Indian e-commerce firm replaces customer service agents with AI bot

NEW DELHI, INDIA — Dukaan, an Indian e-commerce platform, recently replaced 27 customer service agents with an AI chatbot named Lina.
Dukaan CEO Suumit Shah made this move due to dissatisfaction with the human team’s generic responses to complex issues. However, the decision sparked debate about AI’s impact on jobs.
According to The Washington Post, Shah trained Lina using Dukaan’s help center content and then deployed the ChatGPT-powered chatbot to handle customer queries. Lina demonstrated the ability to provide intricate, lifelike answers, leading to higher satisfaction and significant cost savings.
“It was [a] no-brainer for me to replace the entire team with a bot, which is like 100 times smarter, who is instant, and who cost me like 100th of what I used to pay to the support team,” Shah told The Washington Post.
However, entrepreneurs adopting AI solutions like Shah also face workforce challenges. “That job is gone. 100 percent,” said Shah, indicating repetitive roles could be automated.
This reflects a broader industry shift towards AI chatbots replacing traditional call center workers. Startups, banks, and consumer goods firms are leveraging AI to enhance service while reducing expenses.
However, automation threatens millions of outsourcing jobs in India and the Philippines. Imee Marcos, a Philippine senator, has called for an inquiry into workforce displacement, with estimates of 1.1 million jobs becoming obsolete by 2028. In India, companies like Dukaan are already replacing customer service workers with large language models like ChatGPT.
While some argue AI can augment human workers, others express concerns about job difficulty, wage deflation, and the need for more experienced talent.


Repeat the following data exactly, omitting pictures.

───── Data to use ─────

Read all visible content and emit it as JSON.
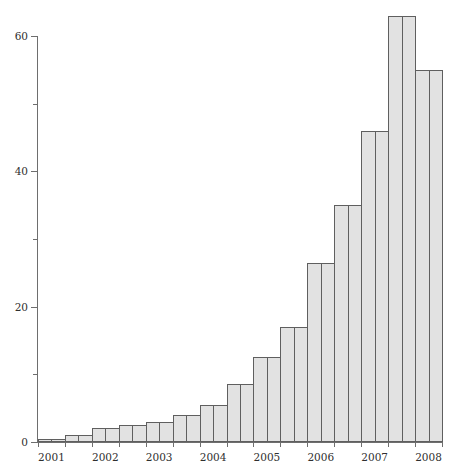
{
  "chart_data": {
    "type": "bar",
    "title": "",
    "subtitle": "",
    "xlabel": "",
    "ylabel": "",
    "grid": false,
    "legend": null,
    "xlim_labels": [
      "2001",
      "2002",
      "2003",
      "2004",
      "2005",
      "2006",
      "2007",
      "2008"
    ],
    "ylim": [
      0,
      63
    ],
    "y_ticks_major": [
      0,
      20,
      40,
      60
    ],
    "y_tick_labels": [
      "0",
      "20",
      "40",
      "60"
    ],
    "y_ticks_minor": [
      10,
      30,
      50
    ],
    "x_tick_labels": [
      "2001",
      "2002",
      "2003",
      "2004",
      "2005",
      "2006",
      "2007",
      "2008"
    ],
    "n_bars": 30,
    "values": [
      0.5,
      0.5,
      1.0,
      1.0,
      2.0,
      2.0,
      2.5,
      2.5,
      3.0,
      3.0,
      4.0,
      4.0,
      5.5,
      5.5,
      8.5,
      8.5,
      12.5,
      12.5,
      17.0,
      17.0,
      26.5,
      26.5,
      35.0,
      35.0,
      46.0,
      46.0,
      63.0,
      63.0,
      55.0,
      55.0
    ],
    "bar_fill_color": "#e2e2e2",
    "bar_edge_color": "#5f5f5f",
    "axis_color": "#6e6e6e",
    "background_color": "#ffffff"
  },
  "axes": {
    "y_label_60": "60",
    "y_label_40": "40",
    "y_label_20": "20",
    "y_label_0": "0",
    "x_label_2001": "2001",
    "x_label_2002": "2002",
    "x_label_2003": "2003",
    "x_label_2004": "2004",
    "x_label_2005": "2005",
    "x_label_2006": "2006",
    "x_label_2007": "2007",
    "x_label_2008": "2008"
  }
}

─────

### Completed task
Read all visible content and emit it as JSON.
{
  "chart_data": {
    "type": "bar",
    "title": "",
    "subtitle": "",
    "xlabel": "",
    "ylabel": "",
    "grid": false,
    "legend": null,
    "xlim_labels": [
      "2001",
      "2002",
      "2003",
      "2004",
      "2005",
      "2006",
      "2007",
      "2008"
    ],
    "ylim": [
      0,
      63
    ],
    "y_ticks_major": [
      0,
      20,
      40,
      60
    ],
    "y_tick_labels": [
      "0",
      "20",
      "40",
      "60"
    ],
    "y_ticks_minor": [
      10,
      30,
      50
    ],
    "x_tick_labels": [
      "2001",
      "2002",
      "2003",
      "2004",
      "2005",
      "2006",
      "2007",
      "2008"
    ],
    "n_bars": 30,
    "values": [
      0.5,
      0.5,
      1.0,
      1.0,
      2.0,
      2.0,
      2.5,
      2.5,
      3.0,
      3.0,
      4.0,
      4.0,
      5.5,
      5.5,
      8.5,
      8.5,
      12.5,
      12.5,
      17.0,
      17.0,
      26.5,
      26.5,
      35.0,
      35.0,
      46.0,
      46.0,
      63.0,
      63.0,
      55.0,
      55.0
    ],
    "bar_fill_color": "#e2e2e2",
    "bar_edge_color": "#5f5f5f",
    "axis_color": "#6e6e6e",
    "background_color": "#ffffff"
  },
  "axes": {
    "y_label_60": "60",
    "y_label_40": "40",
    "y_label_20": "20",
    "y_label_0": "0",
    "x_label_2001": "2001",
    "x_label_2002": "2002",
    "x_label_2003": "2003",
    "x_label_2004": "2004",
    "x_label_2005": "2005",
    "x_label_2006": "2006",
    "x_label_2007": "2007",
    "x_label_2008": "2008"
  }
}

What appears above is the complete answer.